Page 150 - Rich Dad's Increase Your Financial IQ: Get Smarter with Your Money
P. 150
Information Overload
So, the good news is that information is abundant and free. The bad news is
that . . . information is abundant and free. The irony of the Information Age
is that there is too much of it. Today, people complain about information
overload. At any given moment a person can be watching television, surfing
the Internet, and talking on the phone—while driving past digital billboards.
In previous ages, no one complained about too much land or oil. Yet in the
Information Age, people complain about having too much information and
being overloaded with the very asset that could make them super-rich.
Military Intelligence
In Vietnam, I learned to respect the power of information. I became acutely
aware of information’s power to kill, as well as to save lives. Using military
intelligence to kill no longer makes sense to me. Today, I prefer to use
information to give life, not take it.
As an information officer I was also faced with information overload.
While at war, the amount of information we had to process was staggering.
Very quickly, we had to learn how to sort, categorize, discard, and process
tremendous amounts of information from multiple and varied sources. If we
didn’t, we or others could die.
Classifying Information
To handle information overload, the military puts a great amount of effort
into classifying information. Without classification, all information is equal
and virtually worthless. As an information officer in Vietnam I learned to
classify information according to a set of characteristics.
1. Time. In war and in business, information can be useful one minute and
obsolete the next. War is fluid, always moving. So is business and investing.
Enemy troops can be one place today and a hundred miles away tomorrow.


ABOUT THIS TASK:
In the entries below, find each line with the word "right" and pull it out.

+===+

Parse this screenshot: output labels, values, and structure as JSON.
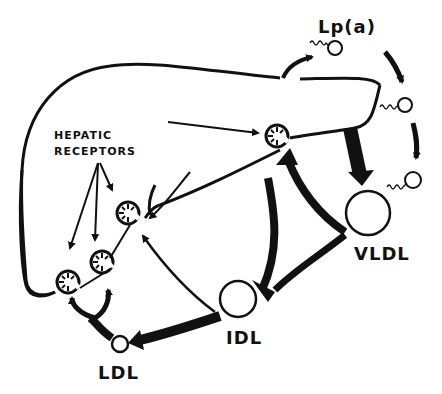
{
  "diagram": {
    "labels": {
      "lpa": "Lp(a)",
      "hepatic_line1": "HEPATIC",
      "hepatic_line2": "RECEPTORS",
      "vldl": "VLDL",
      "idl": "IDL",
      "ldl": "LDL"
    },
    "nodes": [
      "Liver",
      "Hepatic receptors (x4)",
      "Lp(a)",
      "VLDL",
      "IDL",
      "LDL"
    ],
    "edges": [
      {
        "from": "Liver",
        "to": "Lp(a)"
      },
      {
        "from": "Lp(a)",
        "to": "VLDL",
        "style": "dashed-arrow-chain"
      },
      {
        "from": "Liver",
        "to": "VLDL"
      },
      {
        "from": "VLDL",
        "to": "IDL"
      },
      {
        "from": "VLDL",
        "to": "Hepatic receptor"
      },
      {
        "from": "IDL",
        "to": "LDL"
      },
      {
        "from": "IDL",
        "to": "Hepatic receptor"
      },
      {
        "from": "LDL",
        "to": "Hepatic receptors"
      }
    ],
    "colors": {
      "ink": "#111111",
      "background": "#ffffff"
    }
  }
}
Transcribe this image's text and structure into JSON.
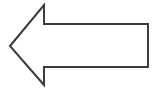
{
  "canvas": {
    "width": 158,
    "height": 89,
    "background_color": "#ffffff"
  },
  "figure": {
    "name": "left-pointing-arrow",
    "label": "Left arrow outline",
    "shape_type": "arrow",
    "direction": "left",
    "style": "outline",
    "fill_color": "#ffffff",
    "stroke_color": "#3c3c3c",
    "stroke_width": 2,
    "points": "10,46 44,5 44,24 148,24 148,67 44,67 44,85",
    "vertices": [
      {
        "name": "tip",
        "x": 10,
        "y": 46
      },
      {
        "name": "upper-barb",
        "x": 44,
        "y": 5
      },
      {
        "name": "shaft-top-left",
        "x": 44,
        "y": 24
      },
      {
        "name": "shaft-top-right",
        "x": 148,
        "y": 24
      },
      {
        "name": "shaft-bottom-right",
        "x": 148,
        "y": 67
      },
      {
        "name": "shaft-bottom-left",
        "x": 44,
        "y": 67
      },
      {
        "name": "lower-barb",
        "x": 44,
        "y": 85
      }
    ]
  }
}
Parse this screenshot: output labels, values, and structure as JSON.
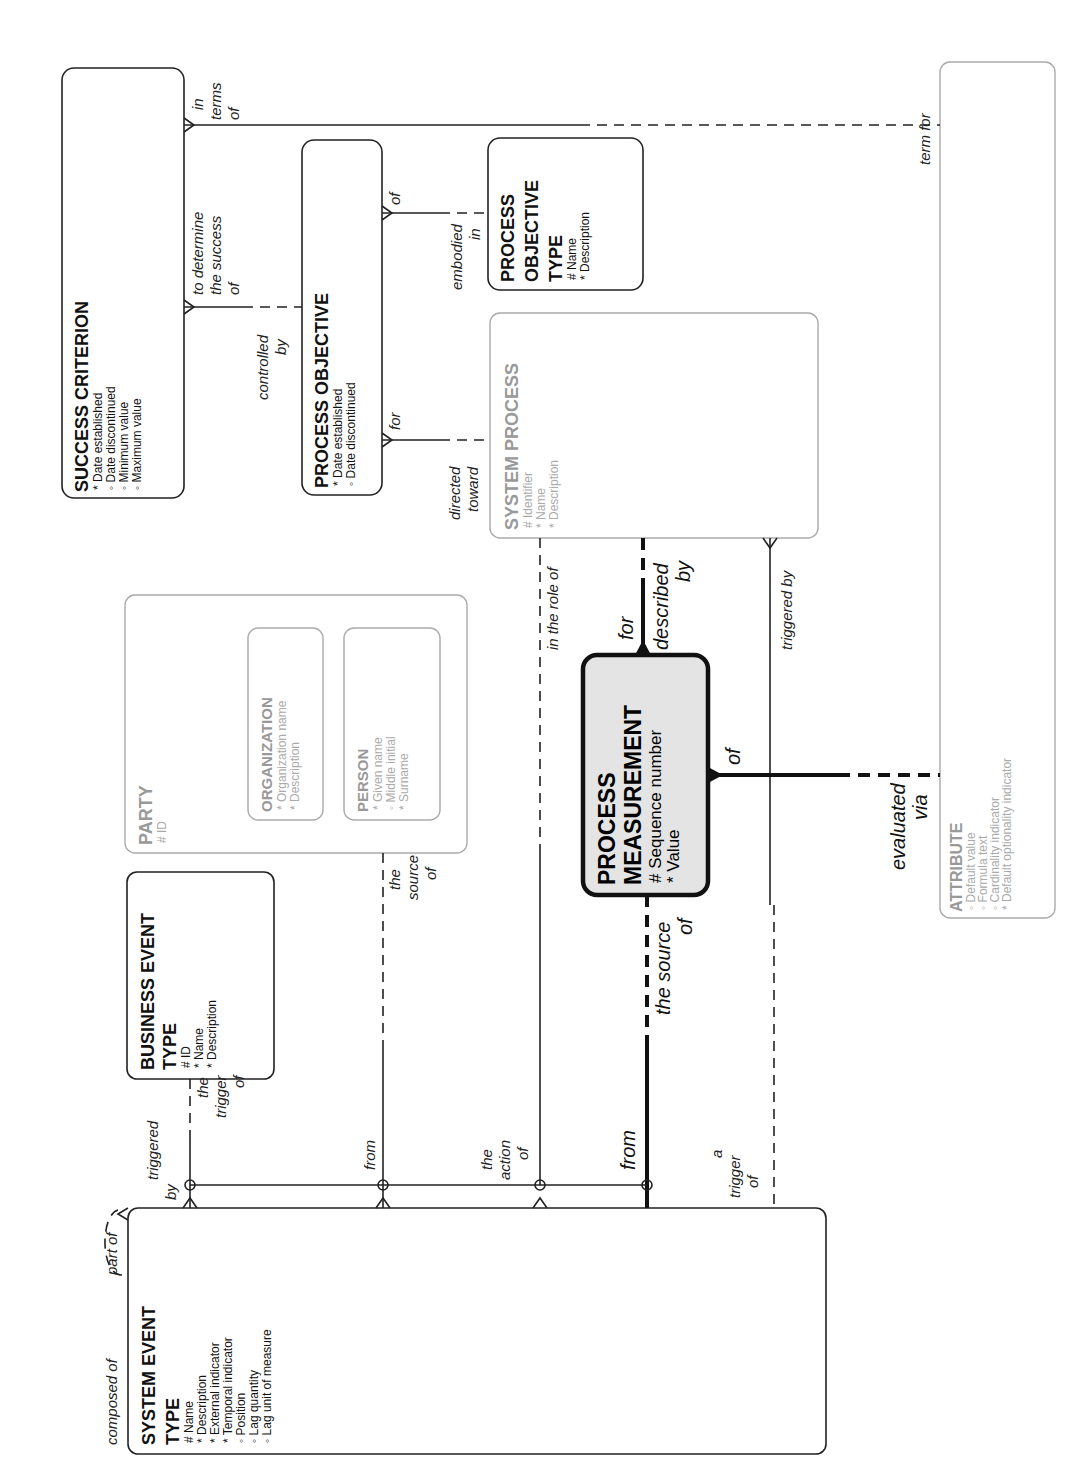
{
  "diagram": {
    "orientation": "rotated-90-ccw",
    "colors": {
      "line": "#222222",
      "gray_entity": "#aaaaaa",
      "highlight_fill": "#e4e4e4"
    },
    "entities": {
      "success_criterion": {
        "title": "SUCCESS CRITERION",
        "attributes": [
          "* Date established",
          "◦ Date discontinued",
          "◦ Minimum value",
          "◦ Maximum value"
        ]
      },
      "process_objective": {
        "title": "PROCESS OBJECTIVE",
        "attributes": [
          "* Date established",
          "◦ Date discontinued"
        ]
      },
      "process_objective_type": {
        "title_lines": [
          "PROCESS",
          "OBJECTIVE",
          "TYPE"
        ],
        "attributes": [
          "# Name",
          "* Description"
        ]
      },
      "system_process": {
        "title": "SYSTEM PROCESS",
        "attributes": [
          "# Identifier",
          "* Name",
          "* Description"
        ]
      },
      "party": {
        "title": "PARTY",
        "attributes": [
          "# ID"
        ]
      },
      "organization": {
        "title": "ORGANIZATION",
        "attributes": [
          "* Organization name",
          "* Description"
        ]
      },
      "person": {
        "title": "PERSON",
        "attributes": [
          "* Given name",
          "◦ Middle initial",
          "* Surname"
        ]
      },
      "process_measurement": {
        "title_lines": [
          "PROCESS",
          "MEASUREMENT"
        ],
        "attributes": [
          "# Sequence number",
          "*  Value"
        ]
      },
      "business_event_type": {
        "title_lines": [
          "BUSINESS EVENT",
          "TYPE"
        ],
        "attributes": [
          "# ID",
          "* Name",
          "* Description"
        ]
      },
      "system_event_type": {
        "title_lines": [
          "SYSTEM EVENT",
          "TYPE"
        ],
        "attributes": [
          "# Name",
          "* Description",
          "* External indicator",
          "* Temporal indicator",
          "◦ Position",
          "◦ Lag quantity",
          "◦ Lag unit of measure"
        ]
      },
      "attribute": {
        "title": "ATTRIBUTE",
        "attributes": [
          "◦ Default value",
          "◦ Formula text",
          "◦ Cardinality indicator",
          "* Default optionality indicator"
        ]
      }
    },
    "relationship_labels": {
      "in_terms_of": [
        "in",
        "terms",
        "of"
      ],
      "term_for": "term for",
      "to_determine": [
        "to determine",
        "the success",
        "of"
      ],
      "controlled_by": [
        "controlled",
        "by"
      ],
      "of_pot": "of",
      "embodied_in": [
        "embodied",
        "in"
      ],
      "for_po": "for",
      "directed_toward": [
        "directed",
        "toward"
      ],
      "in_the_role_of": "in the role of",
      "for_pm": "for",
      "described_by": [
        "described",
        "by"
      ],
      "triggered_by_sp": "triggered by",
      "of_pm": "of",
      "evaluated_via": [
        "evaluated",
        "via"
      ],
      "the_source_of_party": [
        "the",
        "source",
        "of"
      ],
      "the_source_of_pm": [
        "the source",
        "of"
      ],
      "the_trigger_of": [
        "the",
        "trigger",
        "of"
      ],
      "triggered_by_set": [
        "triggered",
        "by"
      ],
      "from_party": "from",
      "the_action_of": [
        "the",
        "action",
        "of"
      ],
      "from_pm": "from",
      "a_trigger_of": [
        "a",
        "trigger",
        "of"
      ],
      "composed_of": "composed of",
      "part_of": "part of"
    }
  }
}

+===+

THE ANSWER:
        "name": "shaft-top-right",
        "name": "shaft-bottom-right",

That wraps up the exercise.